Juveniles Entitled to Anticipatory Bail: Cal HC Majority Bench
According to legal experts, the ruling settles a long-debated question on whether the Juvenile Justice (Care and Protection of Children) Act, 2015 implicitly bars minors from seeking pre-arrest protection. The matter arose out of a plea filed by four minors apprehending arrest in connection with offences registered at Raghunathganj Police Station. Faced with differing judicial views on whether the Juvenile Justice Act overrides the remedy of anticipatory bail, a single-judge Bench had referred the issue to a larger Bench for authoritative determination.
Delivering the majority opinion, Justice Jay Sengupta, with Justice Tirthankar Ghosh concurring, held that nothing in the 2015 Act expressly or by necessary implication excludes the operation of Section 438. The court reasoned that the statutory framework governing juveniles becomes operative after a child is apprehended and produced before the Board, while anticipatory bail functions at the pre-apprehension stage to safeguard personal liberty.
Reading an exclusion into the statute, the Bench said, would mean taking away a liberty-protecting remedy from children when it is available to adults, a result contrary to the welfare-oriented spirit of the juvenile law.
The judgment emphasised that the legislature had not intended to curtail the constitutional guarantee of personal liberty and that a beneficial statute such as the Juvenile Justice Act must not be construed to restrict access to another beneficial provision unless the text clearly mandates it. The court added that if anticipatory bail is granted, the order may be moulded with child-sensitive conditions so that it does not interfere with the statutory functions of the Juvenile Justice Board, whose jurisdiction activates only after physical apprehension.
However, the dissenting judge, Justice Bivas Pattanayak, held that permitting juveniles to seek anticipatory bail risks weakening the protective architecture designed by the Act, which envisages apprehension followed by a specialised, welfare-driven inquiry before the Board. According to his dissent, pre-arrest protection may bypass the very mechanism meant to safeguard the child.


The problem: Word for word, restate the data that follows, omitting the images.

================================

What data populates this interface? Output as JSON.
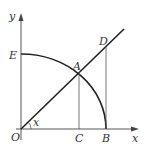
{
  "diagram": {
    "axes": {
      "x_label": "x",
      "y_label": "y"
    },
    "points": {
      "O": "O",
      "A": "A",
      "B": "B",
      "C": "C",
      "D": "D",
      "E": "E"
    },
    "angle_label": "x",
    "colors": {
      "stroke": "#222222",
      "label": "#333333",
      "background": "#ffffff"
    }
  }
}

================================

Solution:
What data populates this interface? Output as JSON.
{
  "diagram": {
    "axes": {
      "x_label": "x",
      "y_label": "y"
    },
    "points": {
      "O": "O",
      "A": "A",
      "B": "B",
      "C": "C",
      "D": "D",
      "E": "E"
    },
    "angle_label": "x",
    "colors": {
      "stroke": "#222222",
      "label": "#333333",
      "background": "#ffffff"
    }
  }
}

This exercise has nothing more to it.